Home > Food & Drink > Wine > Champagne & Sparkling Wine > Krug Champagne & Sparkling Wine > Krug Grand Cuvee Champagne > Review

User Review

for Krug Grand Cuvee Champagne
See next review "One for bowling over on..."
5 Stars Pink elephants and lemonade
77 of 77 Ciao Users found the following review helpful See ratings
Recommendable: Yes

Advantages The king of champagnes

Disadvantages The cost!

Detailed Rating

Value for money
Product Quality
Product package
Taste
How loyal are you to this brand?

The Author

CareBear

Author's newest reviews

Krug champagnes are probably amongst the most respected in the world. Their reputation precedes them and so when I was offered the chance to go to a tasting I literally jumped at it.

Not known for their affordability, Krug champagnes are amongst the most expensive you will find in normal retail outlets. These champagnes are made to age-old recipes using age-old methods. They are not mass produced and this is what you are paying for. For most, Krug is synonymous with insider-trading – often talked about but few have tried.

Krug champagnes have quite a distinct flavour. Each of the champagnes (down to the cheapest) will have matured for between 6-8 years in oak barrels before being bottled. This gives the champagne a full, well rounded flavour, quite distinct from the normal lily-livered offerings of most champagne houses. The mousse (OK if you don’t know what that is you haven’t read my Bollinger op have you? It is the fizz!) is bold yet gentle and has a longevity when compared with other brands. Imagine the difference between the ultra-fizzy Pepsi and a not-so-fizzy Coke. The difference is in the size of the bubble, larger in the Coke and the Krug than the Pepsi and the Bollinger. This is a champagne that does not tend to be overly heady – you can pour a glass with relative ease and not end up with ¾ of a glass of foam.

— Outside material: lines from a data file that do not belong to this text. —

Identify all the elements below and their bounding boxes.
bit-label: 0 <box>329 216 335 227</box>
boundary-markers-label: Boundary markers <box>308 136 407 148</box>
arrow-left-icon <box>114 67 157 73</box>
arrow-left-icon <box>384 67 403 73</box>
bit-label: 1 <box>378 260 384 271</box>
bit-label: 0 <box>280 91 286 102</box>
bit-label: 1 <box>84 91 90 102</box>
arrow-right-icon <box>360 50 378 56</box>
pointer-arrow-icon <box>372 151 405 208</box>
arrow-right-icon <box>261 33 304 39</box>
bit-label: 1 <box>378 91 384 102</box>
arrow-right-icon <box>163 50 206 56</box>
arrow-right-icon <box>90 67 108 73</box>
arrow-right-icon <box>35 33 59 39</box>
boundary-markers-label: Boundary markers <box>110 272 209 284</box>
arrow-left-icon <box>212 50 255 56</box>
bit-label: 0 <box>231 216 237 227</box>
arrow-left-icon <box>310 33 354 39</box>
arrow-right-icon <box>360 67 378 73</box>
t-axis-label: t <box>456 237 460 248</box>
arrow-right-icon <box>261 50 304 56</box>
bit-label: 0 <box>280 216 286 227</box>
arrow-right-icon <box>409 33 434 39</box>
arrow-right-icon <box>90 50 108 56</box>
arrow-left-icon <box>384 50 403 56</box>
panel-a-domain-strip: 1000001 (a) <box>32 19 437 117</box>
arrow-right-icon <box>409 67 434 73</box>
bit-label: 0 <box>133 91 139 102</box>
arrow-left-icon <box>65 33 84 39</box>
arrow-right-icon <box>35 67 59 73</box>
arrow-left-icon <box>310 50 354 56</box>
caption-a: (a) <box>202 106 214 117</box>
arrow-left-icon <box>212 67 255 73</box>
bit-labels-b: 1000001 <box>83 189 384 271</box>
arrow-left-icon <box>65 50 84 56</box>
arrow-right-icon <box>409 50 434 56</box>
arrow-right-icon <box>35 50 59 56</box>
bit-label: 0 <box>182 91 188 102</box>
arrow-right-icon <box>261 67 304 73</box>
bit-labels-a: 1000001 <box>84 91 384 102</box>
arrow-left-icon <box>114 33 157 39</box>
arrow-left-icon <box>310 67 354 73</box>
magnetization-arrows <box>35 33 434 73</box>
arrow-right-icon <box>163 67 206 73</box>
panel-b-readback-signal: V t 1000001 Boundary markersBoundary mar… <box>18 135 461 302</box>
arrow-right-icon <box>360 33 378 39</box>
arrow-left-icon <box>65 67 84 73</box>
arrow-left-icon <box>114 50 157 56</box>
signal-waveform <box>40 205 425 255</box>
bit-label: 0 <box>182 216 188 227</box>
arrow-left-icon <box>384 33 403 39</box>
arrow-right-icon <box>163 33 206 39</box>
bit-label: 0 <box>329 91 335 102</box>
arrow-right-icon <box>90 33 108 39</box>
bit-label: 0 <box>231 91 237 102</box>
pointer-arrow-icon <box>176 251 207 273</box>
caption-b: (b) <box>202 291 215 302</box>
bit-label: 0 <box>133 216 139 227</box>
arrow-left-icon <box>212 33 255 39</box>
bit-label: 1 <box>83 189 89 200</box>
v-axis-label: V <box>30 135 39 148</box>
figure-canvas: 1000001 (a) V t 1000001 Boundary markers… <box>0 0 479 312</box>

In the glass the champagne is a wonderful golden colour which can be directly attributed to the long maturation. The bouquet is, again, well-rounded with high notes of vanilla and oak in most blends. Due to the way in which the Krug is produced it is not possible to generalise as to the taste of any particular bottle. Each of the basal champagnes (the Grande Cuvee) is constructed from up to 50 different pressings from the vine stock (different grapes and different years). Unlike most champagne houses who will make their workhorse champagne from the left-overs after the Grande Annee or Vintage champagnes have been made, Krug actually make their base champagne first. This means that each year will have a very distinct taste and structure. Inevitably, some years are better than others!

Krug, in their own eccentric style, do not sell non-vintage champagne (a vintage year being declared when the grape stock is particularly good), rather they sell “multi-vintage” champagne. The Grande Cuvee is the “cheapest” offering. Whilst impossible to describe in detail due to the huge variation one can state with certainty that this is a dependable wine. It is rich and complex when compared to most champagnes with a certain harmony created between the bouquet and the palate, the fruit and the acid and the mousse and the creaminess.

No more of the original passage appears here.